Ethan,
    I believe [] syntax is meant for generics.  To create string s = System.String(“some string”) should work.

Maksim


On 4/24/09 2:34 PM, "Ethan Adler" <ewadler@gmail.com> wrote:

Anyone getting the following problem when running the current version of python.net <http://python.net>  with python2.6?

C:\Documents and Settings\ethan>python
Python 2.6.2 (r262:71605, Apr 14 2009, 22:40:02) [MSC v.1500 32 bit (Intel)] on
win32
Type "help", "copyright", "credits" or "license" for more information.
>>> import clr
>>> from System import String
>>> s = String[str]("a")

Unhandled Exception: System.InvalidOperationException: Handle is not initialized
.
  at System.Runtime.InteropServices.GCHandle.FromIntPtr(IntPtr value)
  at System.Runtime.InteropServices.GCHandle.op_Explicit(IntPtr value)
  at Python.Runtime.ManagedType.GetManagedObject(IntPtr ob)
  at Python.Runtime.Runtime.PythonArgsToTypeArray(IntPtr arg, Boolean mangleObj
ects)
  at Python.Runtime.ClassObject.type_subscript(IntPtr idx)
  at Python.Runtime.MetaType.mp_subscript(IntPtr tp, IntPtr idx)

If I try s = String("a") without the [str], it doesn't even give an error, it just quits.

I spent a few minutes looking through the archives before posting, but I did not search exhaustively, so if this is a redundant post, I apologize.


Print every line below exactly as written, but leave the pictures behind.

Figure record extracts →
#####

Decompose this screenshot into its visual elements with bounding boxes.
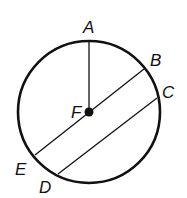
label-b: B [150,51,161,70]
label-c: C [162,83,175,102]
center-point-f [85,108,94,117]
label-d: D [39,178,51,197]
label-e: E [15,160,27,179]
label-f: F [71,103,83,122]
diagram-canvas: A B C D E F [0,0,187,198]
geometry-diagram: A B C D E F [0,0,187,198]
label-a: A [82,18,94,37]
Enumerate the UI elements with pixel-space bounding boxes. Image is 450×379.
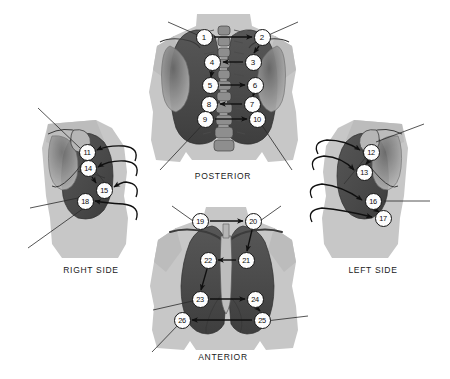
caption-right-side: RIGHT SIDE (36, 265, 146, 275)
marker-left-side-17[interactable]: 17 (375, 210, 392, 227)
marker-posterior-7[interactable]: 7 (244, 96, 261, 113)
marker-right-side-14[interactable]: 14 (80, 160, 97, 177)
marker-anterior-20[interactable]: 20 (245, 213, 262, 230)
marker-anterior-24[interactable]: 24 (247, 291, 264, 308)
marker-posterior-10[interactable]: 10 (249, 111, 266, 128)
marker-anterior-21[interactable]: 21 (238, 252, 255, 269)
marker-posterior-5[interactable]: 5 (202, 77, 219, 94)
marker-right-side-18[interactable]: 18 (77, 193, 94, 210)
marker-left-side-12[interactable]: 12 (363, 144, 380, 161)
marker-anterior-19[interactable]: 19 (192, 213, 209, 230)
marker-posterior-3[interactable]: 3 (245, 54, 262, 71)
marker-right-side-11[interactable]: 11 (79, 144, 96, 161)
marker-left-side-13[interactable]: 13 (356, 164, 373, 181)
anterior-view-group (150, 206, 308, 352)
left-side-view-group (310, 120, 430, 258)
caption-posterior: POSTERIOR (163, 171, 283, 181)
marker-posterior-4[interactable]: 4 (204, 54, 221, 71)
marker-anterior-22[interactable]: 22 (200, 252, 217, 269)
posterior-view-group (149, 14, 298, 170)
marker-posterior-6[interactable]: 6 (247, 77, 264, 94)
right-side-view-group (28, 108, 137, 258)
anatomy-illustration (0, 0, 450, 379)
marker-anterior-25[interactable]: 25 (254, 312, 271, 329)
anatomy-figure: 1 2 3 4 5 6 7 8 9 10 19 20 21 22 23 24 2… (0, 0, 450, 379)
marker-left-side-16[interactable]: 16 (365, 193, 382, 210)
marker-anterior-23[interactable]: 23 (192, 291, 209, 308)
anterior-sternum (220, 236, 232, 314)
marker-posterior-1[interactable]: 1 (196, 29, 213, 46)
caption-anterior: ANTERIOR (163, 352, 283, 362)
marker-posterior-9[interactable]: 9 (197, 111, 214, 128)
caption-left-side: LEFT SIDE (318, 265, 428, 275)
marker-posterior-2[interactable]: 2 (254, 29, 271, 46)
marker-posterior-8[interactable]: 8 (201, 96, 218, 113)
anterior-trachea (223, 224, 229, 238)
marker-anterior-26[interactable]: 26 (174, 312, 191, 329)
marker-right-side-15[interactable]: 15 (96, 182, 113, 199)
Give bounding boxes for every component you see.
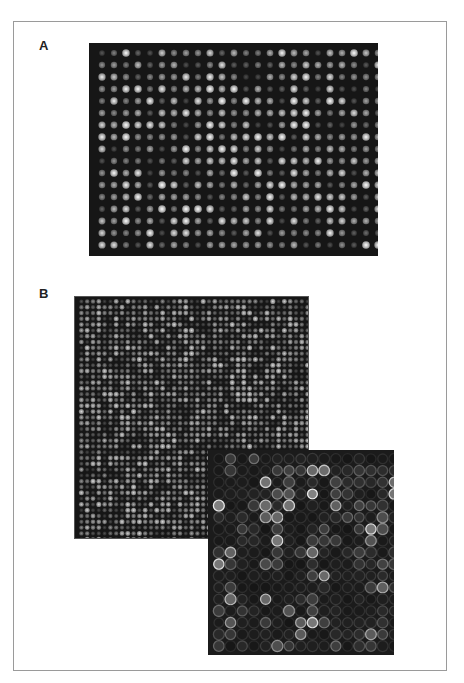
microarray-panel-a	[89, 43, 378, 256]
panel-label-b: B	[39, 286, 48, 301]
microarray-spots-a	[89, 43, 378, 256]
panel-label-a: A	[39, 38, 48, 53]
microarray-spots-b-inset	[208, 450, 394, 655]
microarray-panel-b-inset	[208, 450, 394, 655]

#####

Answer section →
Decompose this screenshot into its visual elements with bounding boxes.
label-b: B [150,51,161,70]
label-c: C [162,83,175,102]
center-point-f [85,108,94,117]
label-d: D [39,178,51,197]
label-e: E [15,160,27,179]
label-f: F [71,103,83,122]
diagram-canvas: A B C D E F [0,0,187,198]
geometry-diagram: A B C D E F [0,0,187,198]
label-a: A [82,18,94,37]
Enumerate the UI elements with pixel-space bounding boxes. Image is 450×379.
caption-right-side: RIGHT SIDE (36, 265, 146, 275)
marker-left-side-17[interactable]: 17 (375, 210, 392, 227)
marker-posterior-7[interactable]: 7 (244, 96, 261, 113)
marker-right-side-14[interactable]: 14 (80, 160, 97, 177)
marker-anterior-20[interactable]: 20 (245, 213, 262, 230)
marker-anterior-24[interactable]: 24 (247, 291, 264, 308)
marker-posterior-10[interactable]: 10 (249, 111, 266, 128)
marker-anterior-21[interactable]: 21 (238, 252, 255, 269)
marker-posterior-5[interactable]: 5 (202, 77, 219, 94)
marker-right-side-18[interactable]: 18 (77, 193, 94, 210)
marker-left-side-12[interactable]: 12 (363, 144, 380, 161)
marker-anterior-19[interactable]: 19 (192, 213, 209, 230)
marker-posterior-3[interactable]: 3 (245, 54, 262, 71)
marker-right-side-11[interactable]: 11 (79, 144, 96, 161)
marker-left-side-13[interactable]: 13 (356, 164, 373, 181)
anterior-view-group (150, 206, 308, 352)
left-side-view-group (310, 120, 430, 258)
caption-posterior: POSTERIOR (163, 171, 283, 181)
marker-posterior-4[interactable]: 4 (204, 54, 221, 71)
marker-anterior-22[interactable]: 22 (200, 252, 217, 269)
posterior-view-group (149, 14, 298, 170)
marker-posterior-6[interactable]: 6 (247, 77, 264, 94)
right-side-view-group (28, 108, 137, 258)
anatomy-illustration (0, 0, 450, 379)
marker-anterior-25[interactable]: 25 (254, 312, 271, 329)
anatomy-figure: 1 2 3 4 5 6 7 8 9 10 19 20 21 22 23 24 2… (0, 0, 450, 379)
marker-left-side-16[interactable]: 16 (365, 193, 382, 210)
marker-anterior-23[interactable]: 23 (192, 291, 209, 308)
anterior-sternum (220, 236, 232, 314)
marker-posterior-1[interactable]: 1 (196, 29, 213, 46)
caption-anterior: ANTERIOR (163, 352, 283, 362)
marker-posterior-9[interactable]: 9 (197, 111, 214, 128)
caption-left-side: LEFT SIDE (318, 265, 428, 275)
marker-posterior-2[interactable]: 2 (254, 29, 271, 46)
marker-posterior-8[interactable]: 8 (201, 96, 218, 113)
anterior-trachea (223, 224, 229, 238)
marker-anterior-26[interactable]: 26 (174, 312, 191, 329)
marker-right-side-15[interactable]: 15 (96, 182, 113, 199)
Give bounding boxes for every component you see.
microarray-panel-a	[89, 43, 378, 256]
panel-label-b: B	[39, 286, 48, 301]
microarray-spots-a	[89, 43, 378, 256]
panel-label-a: A	[39, 38, 48, 53]
microarray-spots-b-inset	[208, 450, 394, 655]
microarray-panel-b-inset	[208, 450, 394, 655]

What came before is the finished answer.